## YOUR ASSIGNMENT
Quote the lines below from the one containing "Describe the element at coordinates (320, 109)" to the final line, both ends included; exclude the pictures.

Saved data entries
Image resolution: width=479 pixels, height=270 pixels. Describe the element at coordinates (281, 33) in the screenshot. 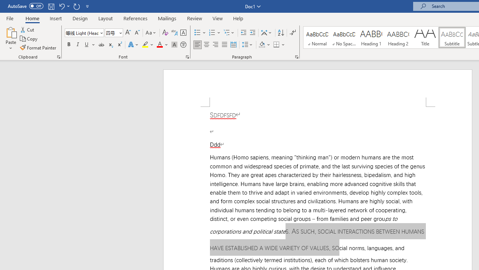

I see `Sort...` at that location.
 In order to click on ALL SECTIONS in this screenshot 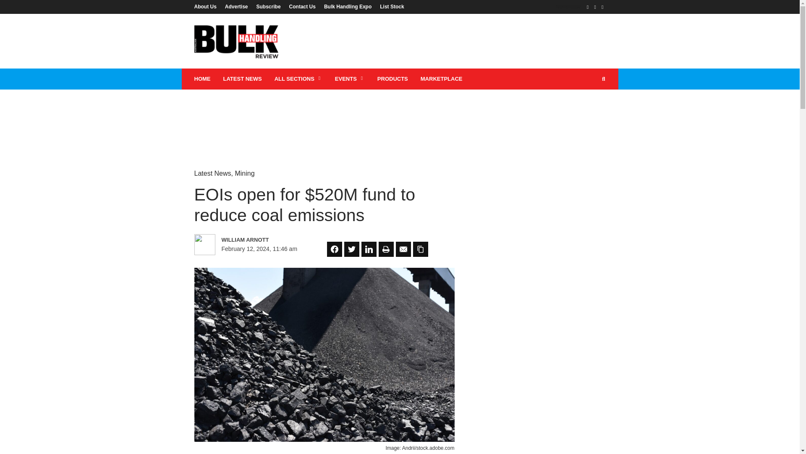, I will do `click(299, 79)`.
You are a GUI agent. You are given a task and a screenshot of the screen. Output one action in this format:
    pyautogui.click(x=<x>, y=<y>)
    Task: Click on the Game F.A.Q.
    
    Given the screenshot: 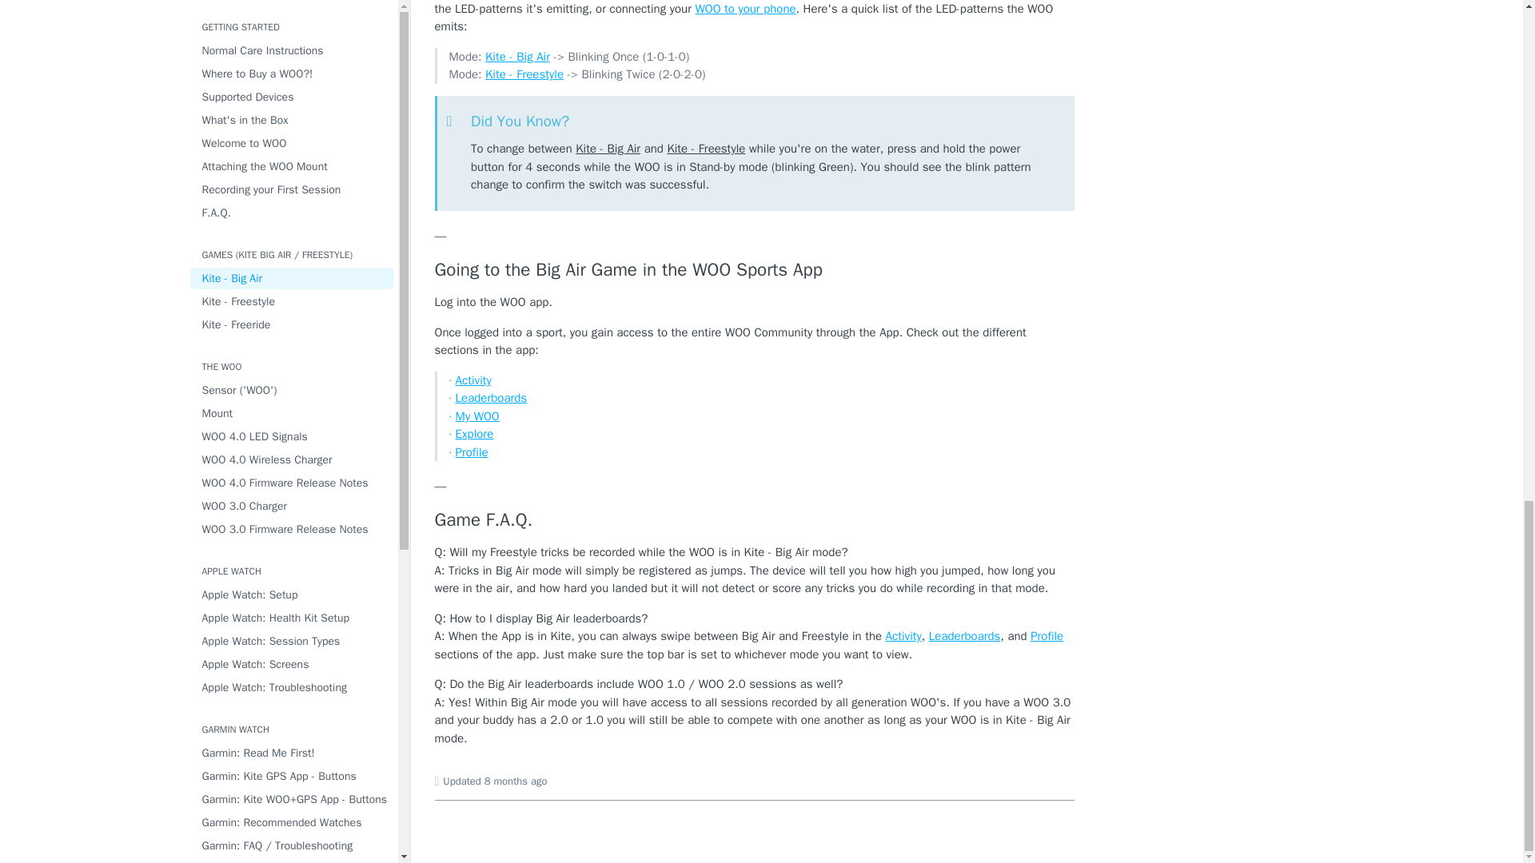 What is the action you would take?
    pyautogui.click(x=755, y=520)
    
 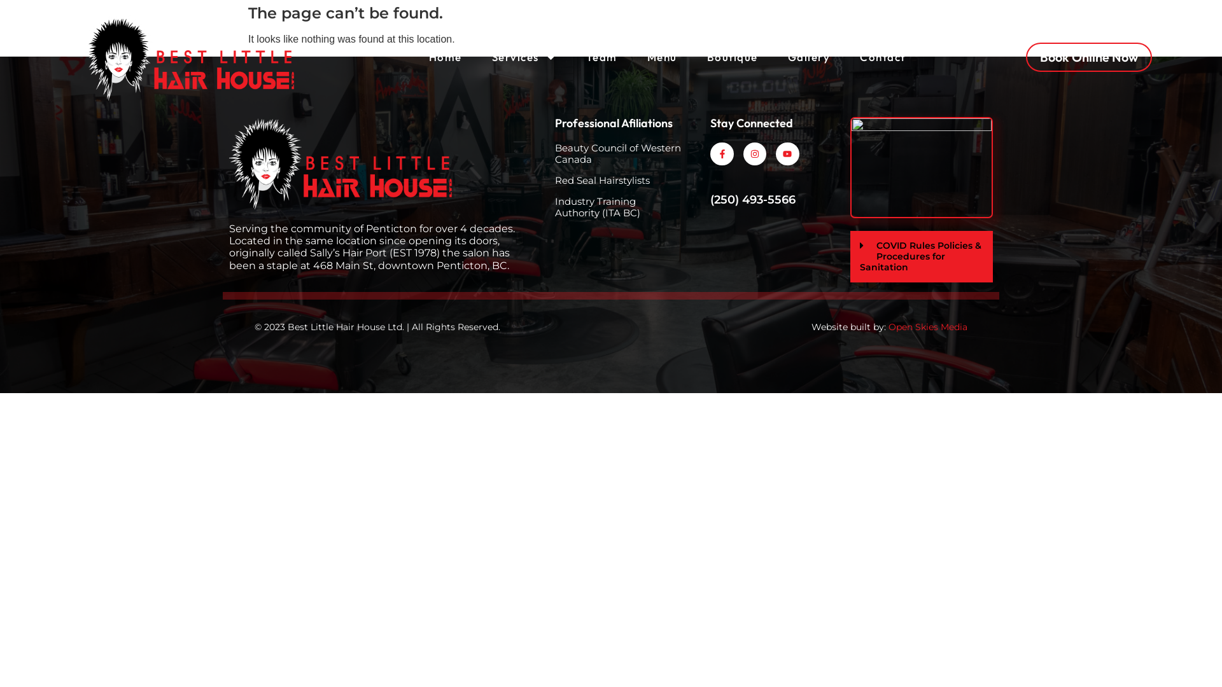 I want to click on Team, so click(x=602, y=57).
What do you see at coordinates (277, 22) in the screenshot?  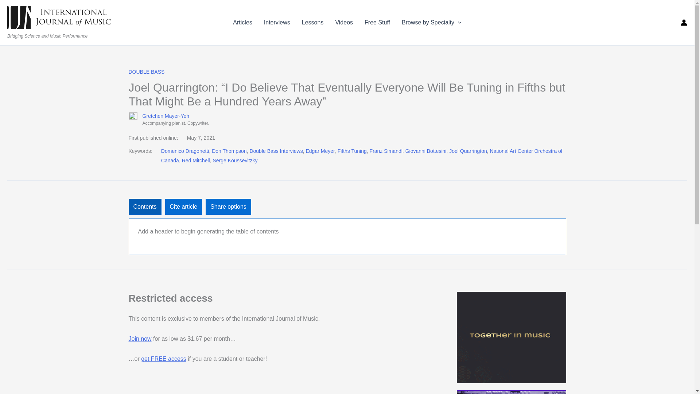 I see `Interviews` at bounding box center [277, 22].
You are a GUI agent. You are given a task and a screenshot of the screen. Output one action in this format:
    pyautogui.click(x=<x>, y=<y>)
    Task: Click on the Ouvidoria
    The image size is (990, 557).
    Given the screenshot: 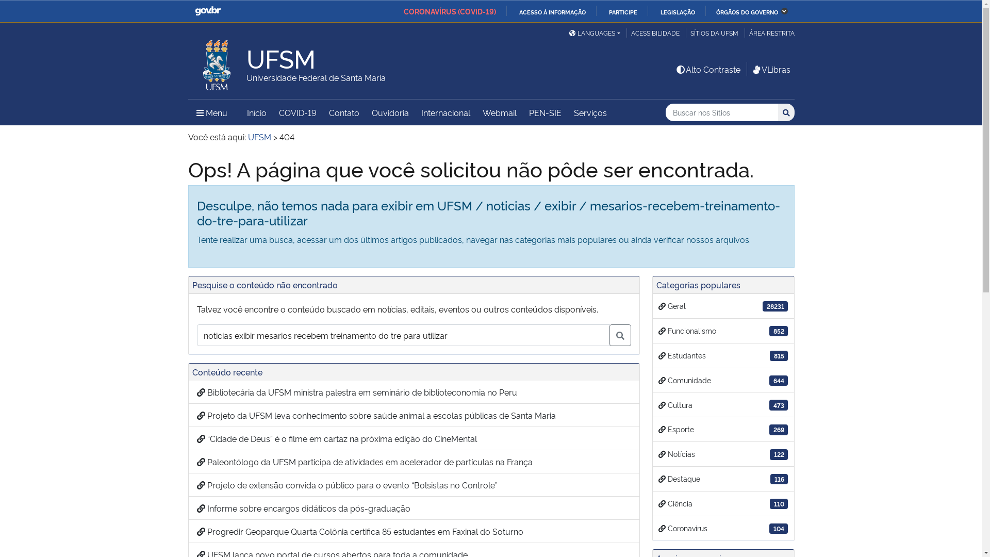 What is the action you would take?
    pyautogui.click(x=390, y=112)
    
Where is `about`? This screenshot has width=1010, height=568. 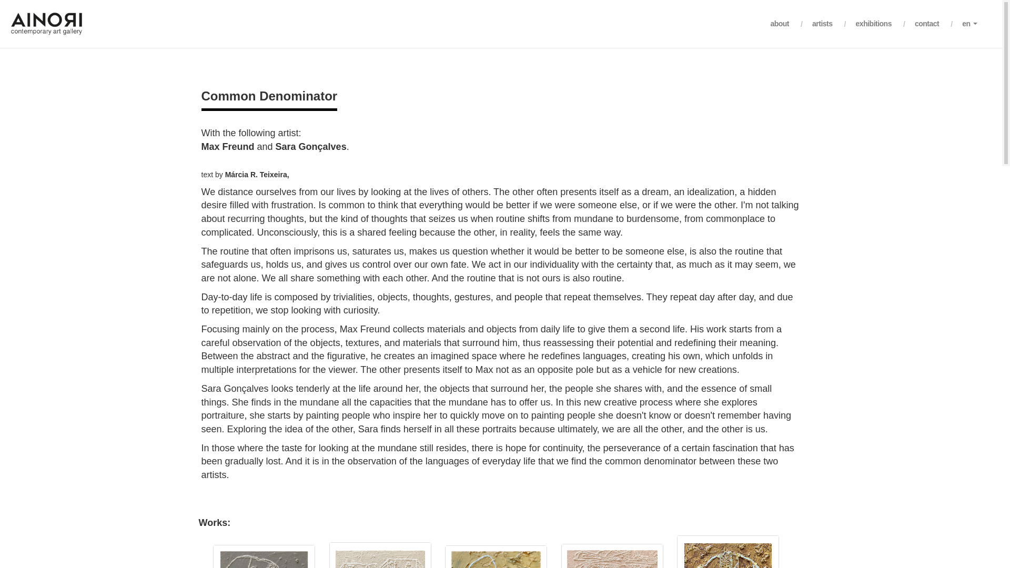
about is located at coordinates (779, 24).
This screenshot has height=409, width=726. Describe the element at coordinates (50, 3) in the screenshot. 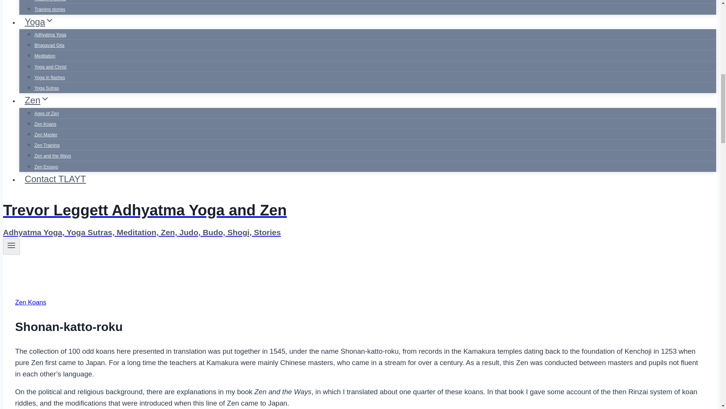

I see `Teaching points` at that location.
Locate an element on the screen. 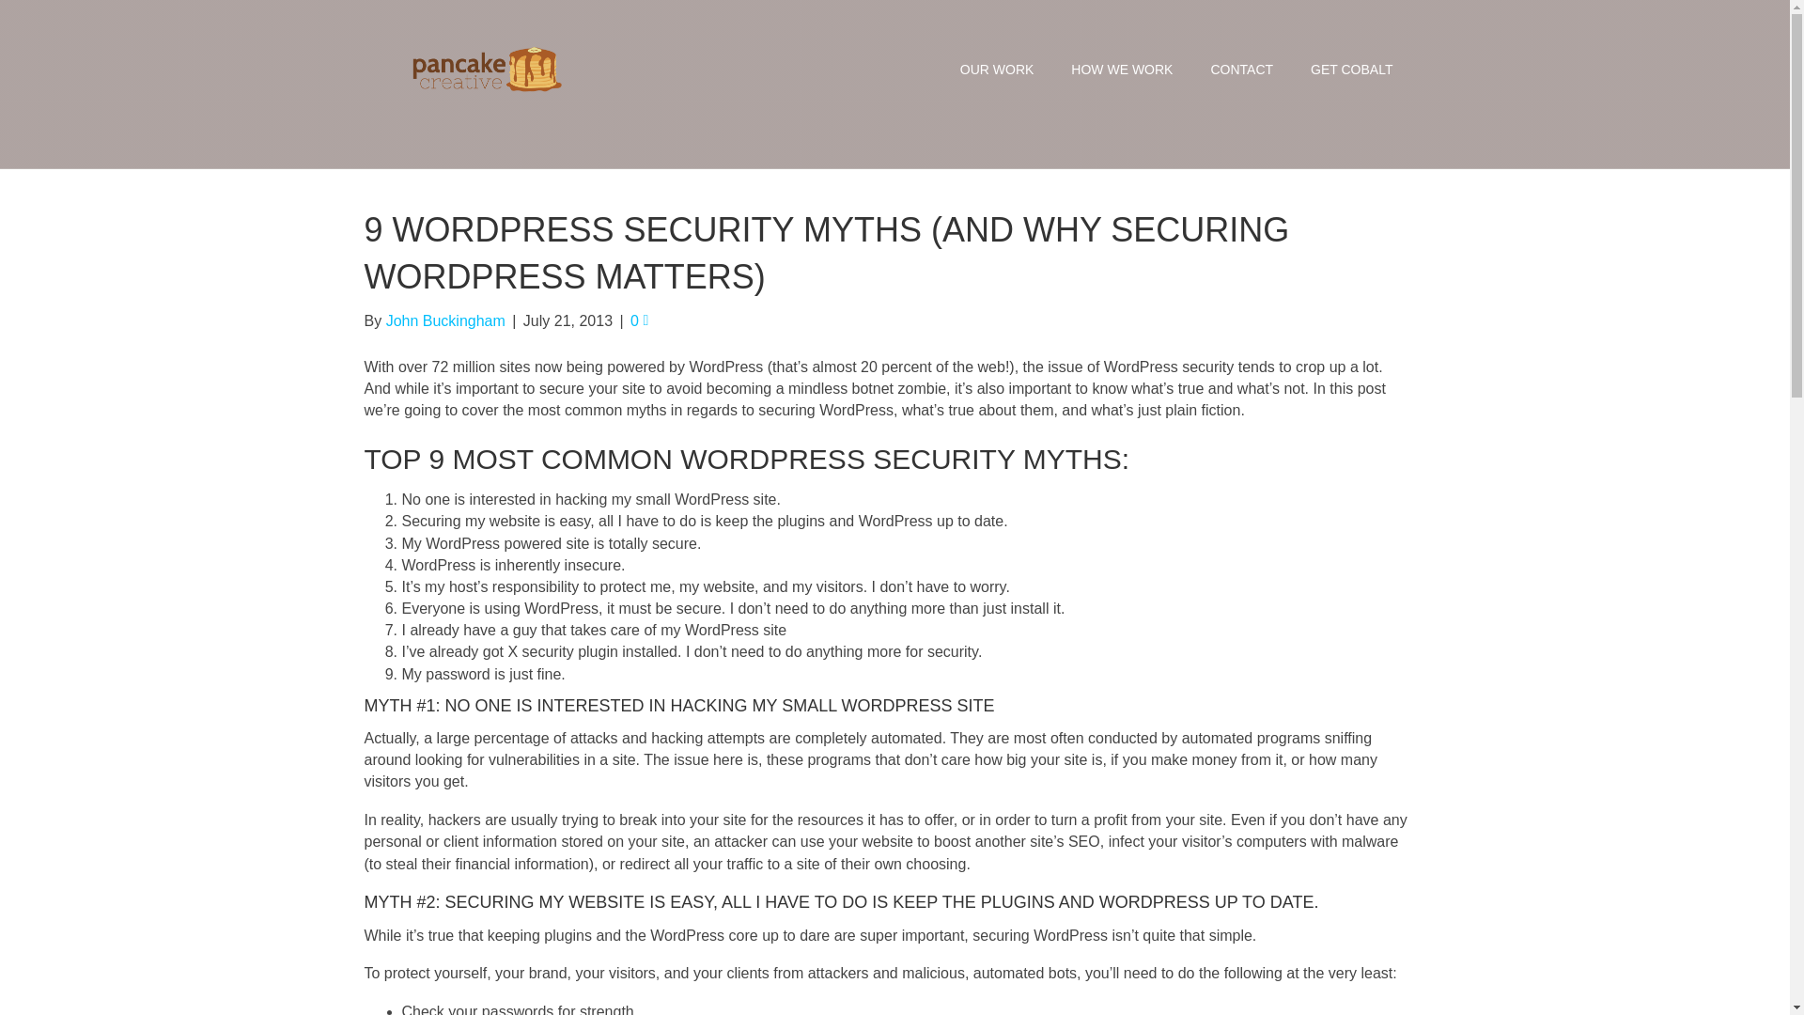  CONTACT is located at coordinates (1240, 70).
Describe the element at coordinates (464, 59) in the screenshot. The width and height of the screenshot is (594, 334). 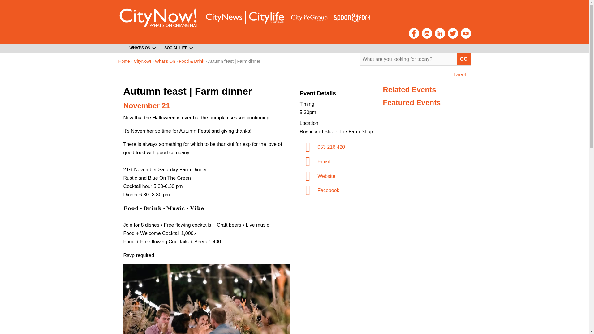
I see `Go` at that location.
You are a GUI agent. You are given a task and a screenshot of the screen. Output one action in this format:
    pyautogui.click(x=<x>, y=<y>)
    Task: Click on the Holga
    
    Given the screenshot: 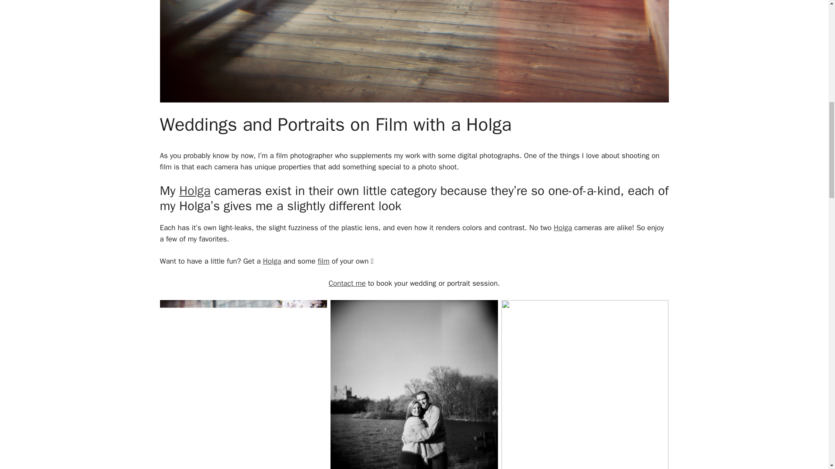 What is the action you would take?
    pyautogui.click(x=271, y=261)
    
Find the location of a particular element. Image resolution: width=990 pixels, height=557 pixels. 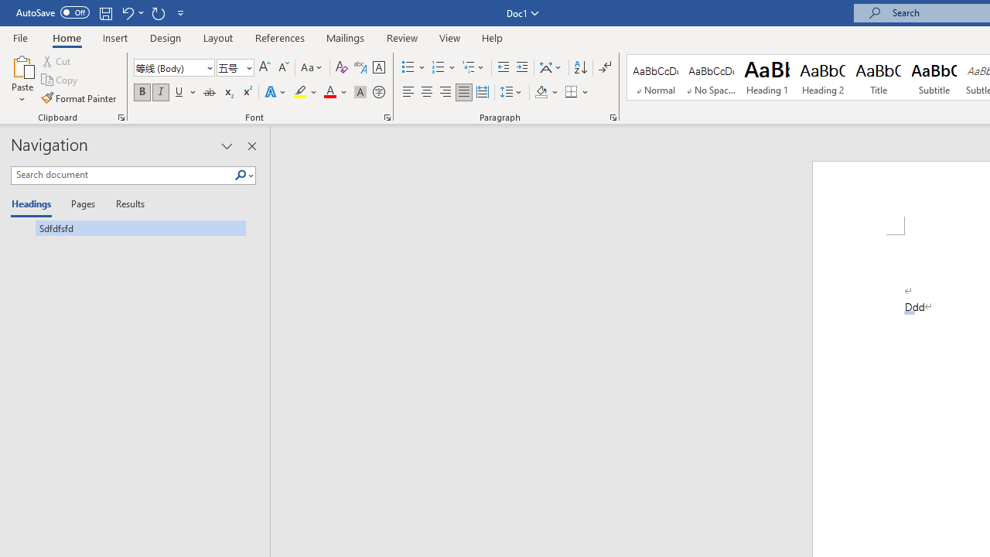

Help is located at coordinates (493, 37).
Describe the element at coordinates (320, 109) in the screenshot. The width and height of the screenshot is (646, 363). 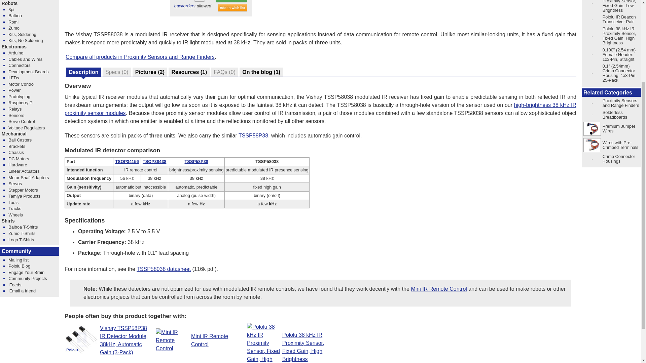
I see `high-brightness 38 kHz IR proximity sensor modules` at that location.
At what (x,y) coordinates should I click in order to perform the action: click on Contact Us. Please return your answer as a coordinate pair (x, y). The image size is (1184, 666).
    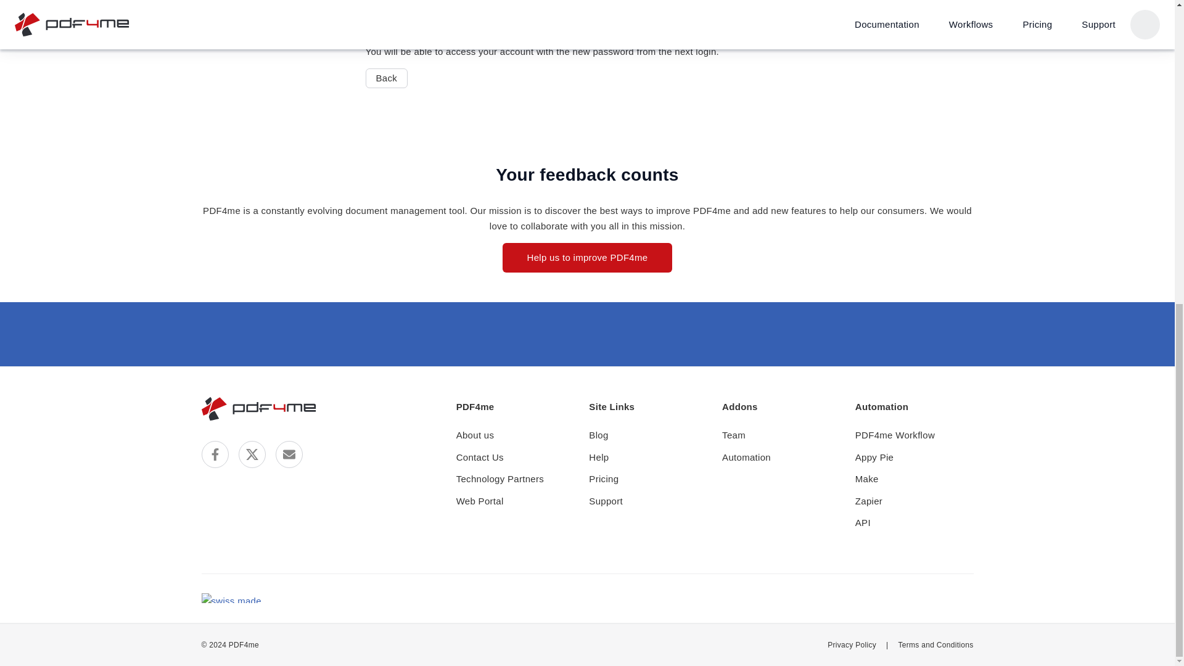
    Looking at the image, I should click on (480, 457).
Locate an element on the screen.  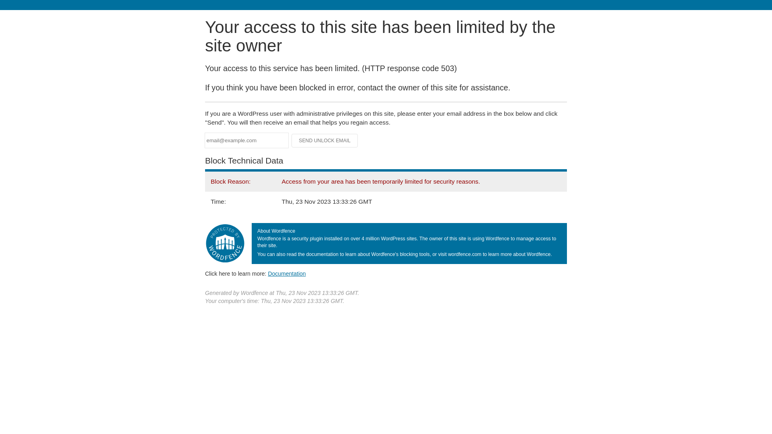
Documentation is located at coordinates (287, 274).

## RESULT OF THIS EXERCISE
Describe the element at coordinates (320, 109) in the screenshot. The width and height of the screenshot is (646, 363). 
I see `high-brightness 38 kHz IR proximity sensor modules` at that location.
At what (x,y) coordinates should I click in order to perform the action: click on Contact Us. Please return your answer as a coordinate pair (x, y). The image size is (1184, 666).
    Looking at the image, I should click on (480, 457).
Locate an element on the screen.  
Documentation is located at coordinates (287, 274).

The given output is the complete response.